Your goal: Please restate the data below word for word, omitting all images.

Information:
*** Begin section ***
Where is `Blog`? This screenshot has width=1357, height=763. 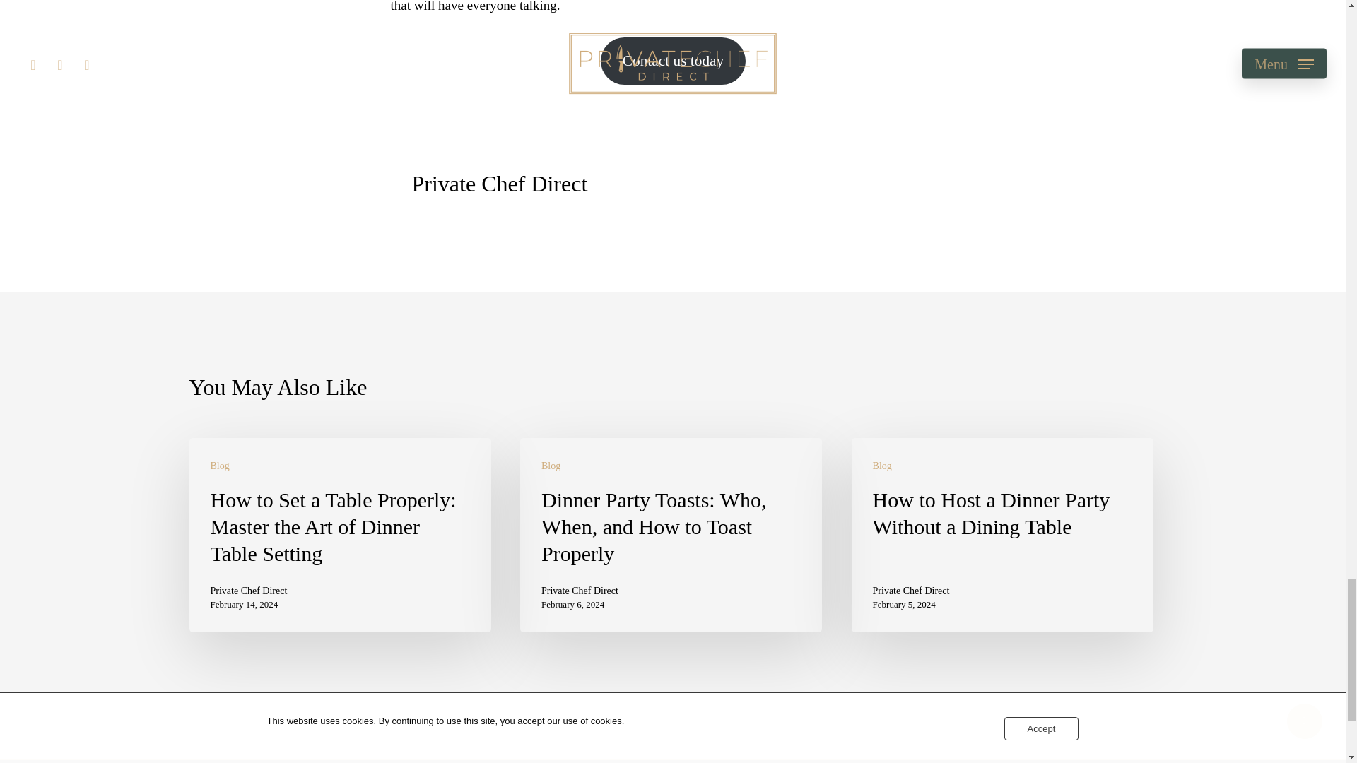
Blog is located at coordinates (882, 466).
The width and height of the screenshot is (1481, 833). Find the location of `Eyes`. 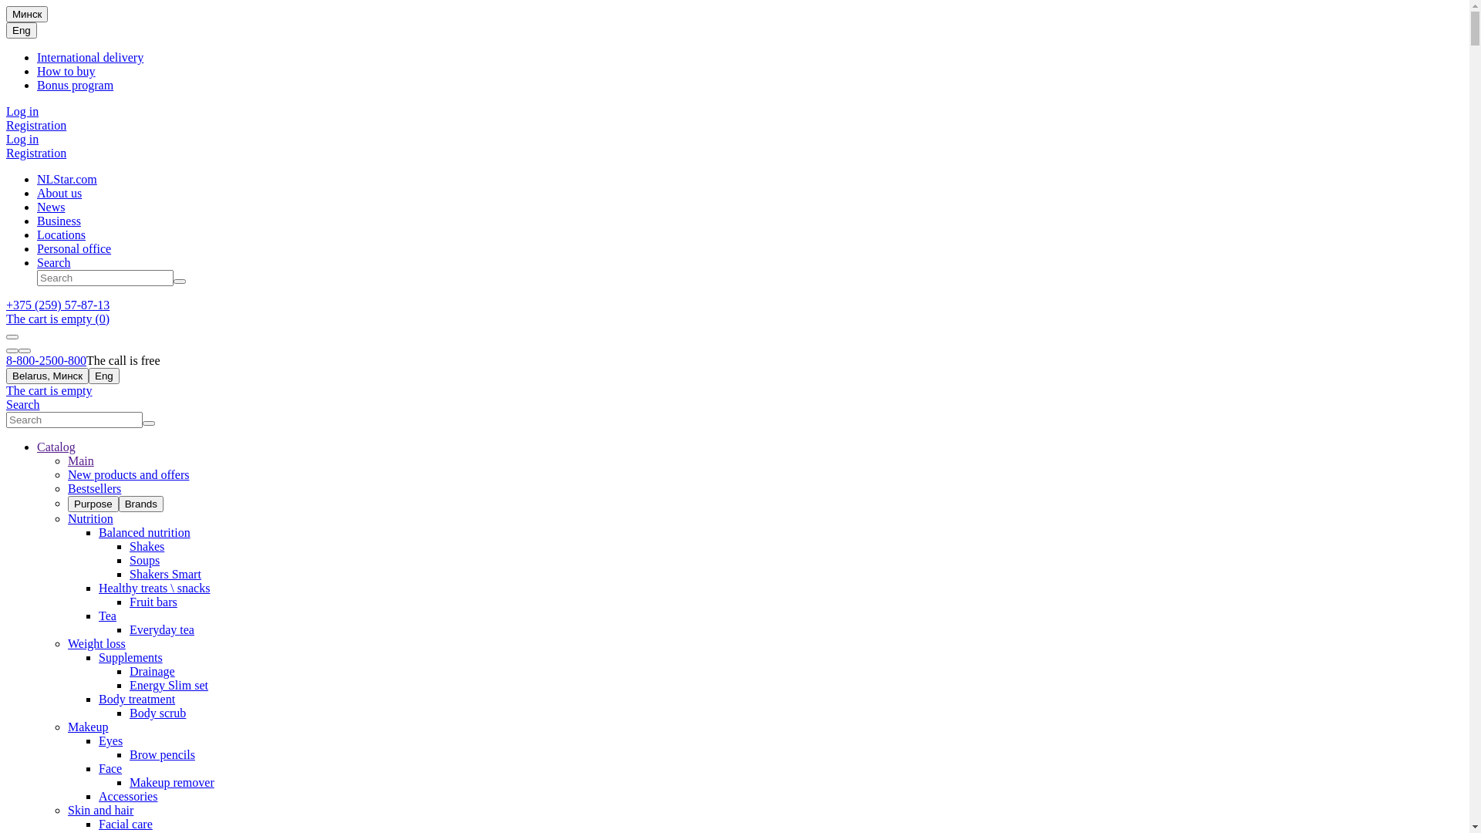

Eyes is located at coordinates (111, 741).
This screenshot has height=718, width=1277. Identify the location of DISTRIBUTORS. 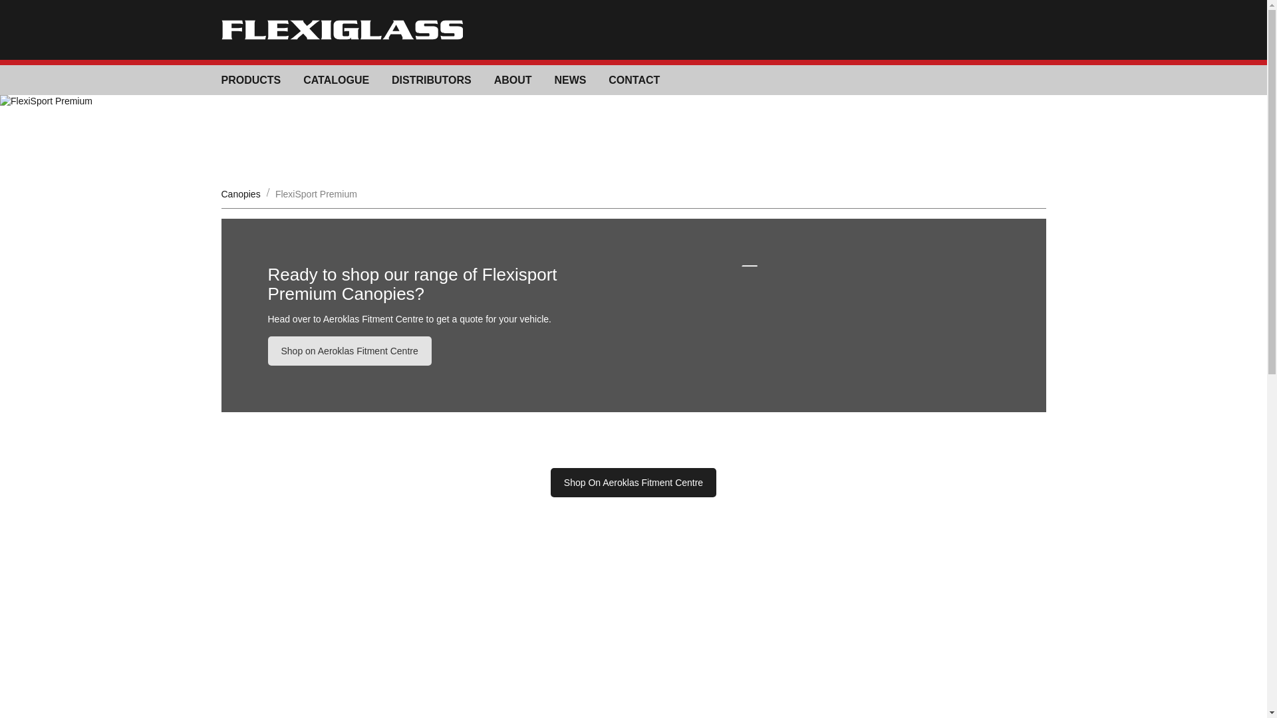
(431, 80).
*** End section ***
Response to the exercise:
Where is `Blog`? This screenshot has width=1357, height=763. 
Blog is located at coordinates (882, 466).
The width and height of the screenshot is (1481, 833). Find the location of `Eyes`. 

Eyes is located at coordinates (111, 741).
This screenshot has height=718, width=1277. Identify the location of DISTRIBUTORS. 
(431, 80).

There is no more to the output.